Prism with a 6-sided base

Hexagonal prism

Summary

Prism with a 6-sided base

FieldValue
imageHexagonal Prism.svg
nameHexagon prism
symmetryprismatic symmetry D_{6\mathrm{h

parallelohedron

3D model of a uniform hexagonal prism

In geometry, the hexagonal prism is a prism with hexagonal base. this polyhedron has 8 faces, 18 edges, and 12 vertices.

Properties

A hexagonal prism has twelve vertices, eighteen edges, and eight faces. Every prism has two faces known as its bases, and the bases of a hexagonal prism are hexagons. The hexagons has six vertices, each of which pairs with another hexagon's vertex, forming six edges. These edges form three parallelograms as other faces. A prism is said to be right if the edges are of the same length and perpendicular to the base.

If faces are all regular, the hexagonal prism is a semiregular polyhedron—more generally, a uniform polyhedron—and the fourth in an infinite set of prisms formed by square sides and two regular polygon caps. It can be seen as a truncated hexagonal hosohedron, represented by Schläfli symbol t{2,6}. Alternately it can be seen as the Cartesian product of a regular hexagon and a line segment, and represented by the product {6}×{}. The symmetry group of a right hexagonal prism is prismatic symmetry D_{6 \mathrm{h}} of order 24, consisting of rotation around an axis passing through the regular hexagon bases' center, and reflection across a horizontal plane.{{citation

As in most prisms, the volume is found by taking the area of the base, with a side length of a , and multiplying it by the height h, giving the formula: V = \frac{3 \sqrt{3}}{2}a^2h, and its surface area is by summing the area of two regular hexagonal bases and the lateral faces of six squares: S = 3a(\sqrt{3}a+2h).

Honeycombs

Hexagonal prismatic honeycomb

The hexagonal prism is one of the parallelohedra, a polyhedral class that can be translated without rotations in Euclidean space, producing honeycombs; this class was discovered by Evgraf Fedorov in accordance with his studies of crystallography systems. The hexagonal prism is generated from four line segments, three of them parallel to a common plane and the fourth not. Its most symmetric form is the right prism over a regular hexagon, forming the hexagonal prismatic honeycomb.{{citation

The hexagonal prism also exists as cells of four prismatic uniform convex honeycombs in 3 dimensions:

[[File:Triangular-hexagonal_prismatic_honeycomb.png100px]][[File:Snub triangular-hexagonal prismatic honeycomb.png100px]][[File:Rhombitriangular-hexagonal prismatic honeycomb.png100px]]

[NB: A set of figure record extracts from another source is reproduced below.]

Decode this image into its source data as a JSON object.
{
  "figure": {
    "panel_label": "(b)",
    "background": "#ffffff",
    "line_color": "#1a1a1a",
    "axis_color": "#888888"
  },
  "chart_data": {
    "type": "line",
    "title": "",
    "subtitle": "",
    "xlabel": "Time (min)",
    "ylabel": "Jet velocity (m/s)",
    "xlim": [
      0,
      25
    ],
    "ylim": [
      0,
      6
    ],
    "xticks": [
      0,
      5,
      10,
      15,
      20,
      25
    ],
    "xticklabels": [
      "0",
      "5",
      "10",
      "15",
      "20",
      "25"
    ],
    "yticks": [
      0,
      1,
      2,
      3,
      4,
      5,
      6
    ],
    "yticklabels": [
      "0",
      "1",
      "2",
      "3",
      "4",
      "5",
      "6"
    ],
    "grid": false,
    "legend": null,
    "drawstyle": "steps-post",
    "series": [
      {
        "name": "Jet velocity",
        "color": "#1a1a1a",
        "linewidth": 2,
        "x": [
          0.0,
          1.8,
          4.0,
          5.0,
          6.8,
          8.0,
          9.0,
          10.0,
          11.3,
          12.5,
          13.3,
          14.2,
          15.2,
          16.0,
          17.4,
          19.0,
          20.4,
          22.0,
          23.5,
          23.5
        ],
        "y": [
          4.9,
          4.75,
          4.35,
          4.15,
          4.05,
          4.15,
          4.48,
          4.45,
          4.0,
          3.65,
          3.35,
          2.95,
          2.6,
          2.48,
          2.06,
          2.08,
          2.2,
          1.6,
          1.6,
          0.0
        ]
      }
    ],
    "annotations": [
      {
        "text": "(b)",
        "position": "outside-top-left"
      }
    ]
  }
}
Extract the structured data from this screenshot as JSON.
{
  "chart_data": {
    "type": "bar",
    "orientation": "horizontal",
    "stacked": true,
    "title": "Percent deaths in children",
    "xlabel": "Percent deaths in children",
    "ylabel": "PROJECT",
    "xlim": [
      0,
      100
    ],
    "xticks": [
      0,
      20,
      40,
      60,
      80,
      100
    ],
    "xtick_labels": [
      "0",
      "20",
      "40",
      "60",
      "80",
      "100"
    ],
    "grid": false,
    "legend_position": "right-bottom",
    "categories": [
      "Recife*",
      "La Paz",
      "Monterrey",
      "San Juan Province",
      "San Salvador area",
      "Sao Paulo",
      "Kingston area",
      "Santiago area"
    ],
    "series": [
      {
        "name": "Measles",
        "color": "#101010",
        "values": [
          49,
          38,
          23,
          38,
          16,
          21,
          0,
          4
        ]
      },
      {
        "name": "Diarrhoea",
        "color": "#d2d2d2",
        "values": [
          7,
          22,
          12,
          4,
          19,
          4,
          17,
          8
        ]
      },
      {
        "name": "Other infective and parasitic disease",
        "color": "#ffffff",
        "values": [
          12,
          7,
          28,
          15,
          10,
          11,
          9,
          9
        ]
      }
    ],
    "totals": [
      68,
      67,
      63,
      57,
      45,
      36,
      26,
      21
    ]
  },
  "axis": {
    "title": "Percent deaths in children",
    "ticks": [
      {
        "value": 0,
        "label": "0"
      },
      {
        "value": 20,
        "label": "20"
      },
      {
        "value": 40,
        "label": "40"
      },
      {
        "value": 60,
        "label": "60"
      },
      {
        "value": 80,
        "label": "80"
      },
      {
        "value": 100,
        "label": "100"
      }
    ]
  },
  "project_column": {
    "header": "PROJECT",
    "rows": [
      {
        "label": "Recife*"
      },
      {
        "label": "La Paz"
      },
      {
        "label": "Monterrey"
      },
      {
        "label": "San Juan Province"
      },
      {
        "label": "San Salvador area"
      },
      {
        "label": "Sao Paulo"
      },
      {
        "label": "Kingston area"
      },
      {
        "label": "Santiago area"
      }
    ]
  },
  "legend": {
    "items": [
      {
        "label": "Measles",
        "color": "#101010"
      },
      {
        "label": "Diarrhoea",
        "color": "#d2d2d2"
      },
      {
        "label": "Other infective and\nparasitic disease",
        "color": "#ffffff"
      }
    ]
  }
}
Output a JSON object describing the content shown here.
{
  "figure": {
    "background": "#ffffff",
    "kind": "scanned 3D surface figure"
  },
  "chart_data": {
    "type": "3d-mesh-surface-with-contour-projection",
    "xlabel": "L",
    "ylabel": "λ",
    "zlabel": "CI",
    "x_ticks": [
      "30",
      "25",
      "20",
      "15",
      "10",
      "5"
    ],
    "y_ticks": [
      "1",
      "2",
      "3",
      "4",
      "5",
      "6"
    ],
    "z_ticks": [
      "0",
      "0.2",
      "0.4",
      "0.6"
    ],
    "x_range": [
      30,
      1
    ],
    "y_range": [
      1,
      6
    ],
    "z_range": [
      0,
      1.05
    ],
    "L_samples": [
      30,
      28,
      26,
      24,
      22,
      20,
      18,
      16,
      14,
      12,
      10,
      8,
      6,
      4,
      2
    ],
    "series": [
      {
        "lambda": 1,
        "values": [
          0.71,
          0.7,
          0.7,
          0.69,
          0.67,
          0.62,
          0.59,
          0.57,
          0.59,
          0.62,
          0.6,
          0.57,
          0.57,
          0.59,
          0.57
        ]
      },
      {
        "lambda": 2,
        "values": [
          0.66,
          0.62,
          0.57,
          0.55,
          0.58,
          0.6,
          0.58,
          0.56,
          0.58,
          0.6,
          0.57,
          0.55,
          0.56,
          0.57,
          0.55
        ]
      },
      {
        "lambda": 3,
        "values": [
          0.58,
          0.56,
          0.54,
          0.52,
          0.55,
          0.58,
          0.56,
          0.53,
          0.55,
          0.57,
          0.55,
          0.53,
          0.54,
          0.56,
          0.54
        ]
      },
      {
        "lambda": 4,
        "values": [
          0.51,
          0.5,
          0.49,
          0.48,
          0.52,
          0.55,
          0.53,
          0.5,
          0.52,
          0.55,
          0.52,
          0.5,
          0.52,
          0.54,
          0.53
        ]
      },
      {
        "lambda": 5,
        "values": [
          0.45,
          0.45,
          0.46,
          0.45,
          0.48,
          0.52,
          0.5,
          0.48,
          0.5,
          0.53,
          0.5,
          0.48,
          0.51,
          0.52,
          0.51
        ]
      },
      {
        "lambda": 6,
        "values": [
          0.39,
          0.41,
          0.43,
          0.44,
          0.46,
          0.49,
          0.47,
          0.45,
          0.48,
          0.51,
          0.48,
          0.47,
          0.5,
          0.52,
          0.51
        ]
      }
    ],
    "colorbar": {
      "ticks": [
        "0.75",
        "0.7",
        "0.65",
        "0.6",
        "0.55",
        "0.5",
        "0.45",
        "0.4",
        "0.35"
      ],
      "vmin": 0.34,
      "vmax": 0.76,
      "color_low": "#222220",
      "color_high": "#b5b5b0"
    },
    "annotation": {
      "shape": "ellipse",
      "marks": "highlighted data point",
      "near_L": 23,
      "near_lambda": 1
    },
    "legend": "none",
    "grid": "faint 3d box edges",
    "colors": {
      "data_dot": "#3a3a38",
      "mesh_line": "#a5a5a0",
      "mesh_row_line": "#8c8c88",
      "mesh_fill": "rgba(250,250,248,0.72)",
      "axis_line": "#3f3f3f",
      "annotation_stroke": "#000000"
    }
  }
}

It also exists as cells of a number of four-dimensional uniform 4-polytopes, including:

[[File:24-cell t0123 F4.svg100px]][[File:24-cell t013 F4.svg100px]][[File:120-cell_t023_H3.png100px]][[File:120-cell_t0123_H3.png100px]]

References

References

  1. Pugh, Anthony. (1976). "Polyhedra: A Visual Approach". University of California Press.
  2. Wheater, Carolyn C.. (2007). "Geometry". Career Press.
  3. Alexandrov, A. D.. (2005). "Convex Polyhedra". Springer.
Wikipedia Source

This article was imported from Wikipedia and is available under the Creative Commons Attribution-ShareAlike 4.0 License. Content has been adapted to SurfDoc format. Original contributors can be found on the article history page.